Week 04 - How to Sport?


Outlined in Macklin and Sharp’s, Game, Design, and Play chapter two, “Basic Game Design Tools” are 10 tools recommended for designing games: “skill, strategy, chance, and uncertainty; decision-making and feedback; abstraction; theme; storytelling; and context of play.” While most would assume these tools are only useful when designing video games or other basic forms of play such as folk games, it has been shown that they are used widely in sports as well.

For example, a roller derby is a roller-skating contact sport with, traditionally, all female teams. The dictionary defines the sport as follows: “a team skating competition on roller skates, held on a banked oval track,” but this definition doesn’t quite break down the entirety of the game outside of the game space, the track, or movement type, the skates.

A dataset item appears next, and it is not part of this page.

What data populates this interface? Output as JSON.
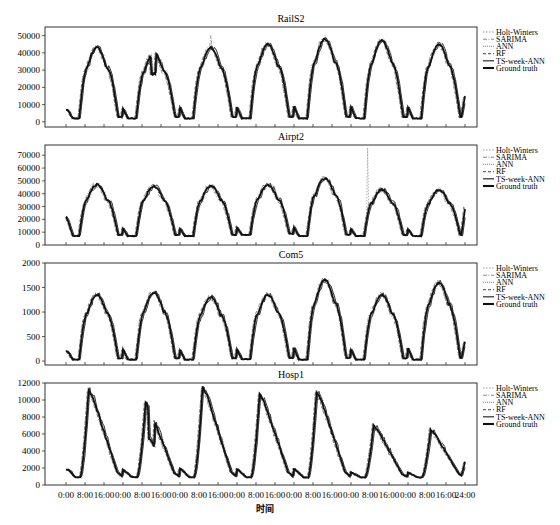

Though a roller derby is much more, the core of the game being built upon by the opposing teams’ strategies and skill. Both five-member teams consist of a jammer, whose goal is to score points by lapping the other team and is indicated by a star on their helmet and four blockers who skate counterclockwise on the track, their goal being to interrupt the other team’s jammer and help their own. It is played in short rounds called jams.

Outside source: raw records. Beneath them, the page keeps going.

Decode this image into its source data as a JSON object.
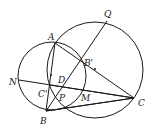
{
  "diagram": {
    "type": "geometry",
    "points": {
      "A": {
        "label": "A",
        "x": 55,
        "y": 43,
        "lx": 48,
        "ly": 40
      },
      "B": {
        "label": "B",
        "x": 46,
        "y": 111,
        "lx": 40,
        "ly": 123
      },
      "C": {
        "label": "C",
        "x": 134,
        "y": 98,
        "lx": 138,
        "ly": 105
      },
      "Q": {
        "label": "Q",
        "x": 107,
        "y": 21,
        "lx": 104,
        "ly": 17
      },
      "N": {
        "label": "N",
        "x": 19,
        "y": 80,
        "lx": 10,
        "ly": 84
      },
      "B_prime": {
        "label": "B'",
        "x": 82,
        "y": 60,
        "lx": 84,
        "ly": 65
      },
      "C_prime": {
        "label": "C'",
        "x": 50,
        "y": 85,
        "lx": 38,
        "ly": 96
      },
      "D": {
        "label": "D",
        "x": 56,
        "y": 79,
        "lx": 58,
        "ly": 83
      },
      "P": {
        "label": "P",
        "x": 58,
        "y": 96,
        "lx": 59,
        "ly": 100
      },
      "M": {
        "label": "M",
        "x": 80,
        "y": 94,
        "lx": 81,
        "ly": 100
      }
    },
    "circles": [
      {
        "name": "small-circle",
        "cx": 52,
        "cy": 76,
        "r": 34
      },
      {
        "name": "large-circle",
        "cx": 95,
        "cy": 70,
        "r": 48
      }
    ],
    "segments": [
      [
        "A",
        "B"
      ],
      [
        "A",
        "C"
      ],
      [
        "B",
        "C"
      ],
      [
        "N",
        "C"
      ],
      [
        "B",
        "Q"
      ],
      [
        "A",
        "P"
      ],
      [
        "B",
        "D"
      ]
    ]
  }
}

However important other tools are, the “degree to which a player has mastered an action within a game” or skill is arguably the most important in sports (Macklin and Sharp). This is grown through constant  practice but is also enhanced by strategies thought out by the playing teams. Strategies and plays in roller derbies can range from how to help break the other team apart so one's own team can get their jammer through to how to position oneself to skate faster. Strategy and skill coupled by uncertainty are very important tools not only in roller derbies but many sports.

Uncertainty on the surface may seem to be unimportant, even a hindrance, but upon further examination it looks to be a catalyst for fun when it comes to sport games like roller derbies. It can create interesting plays and “can lead to unpredictable events in a game” like someone falling over on a derby track and blocking their own team’s jammer, giving the opposing team an advantage (Macklin and Sharp). While this isn’t good for one’s own team, it helps the game be fun by generating competition and tension, the enjoyment catalyst for most sports.

With greater examination, decision-making and feedback are also heavily relied on within sports as players try to “understand a game’s state” (Macklin and Sharp). On their chosen field or track, players need to make quick decisions and relay back this information to their team so they can move cohesively. The opposing team’s need to do the same in response, the constantly flowing feedback a tango where only one team can leave the dance alive. For example, in roller derbies, a team may decide to let the opposing team’s jammer pass for a better opportunity in the future if they are not in a position to properly protect their own jammer. This decision could provide the opposing team with the idea to begin to move faster, where then the original team’s jammer may then decide to move faster and surprise the other team. Of course though, this is only one of many outcomes, which is why providing and responding to feedback and decisions can be so important.

While I may have used roller derbies as my example, these and many other tools are very important in sports like football and soccer, where the way people think can be the difference between loss and victory.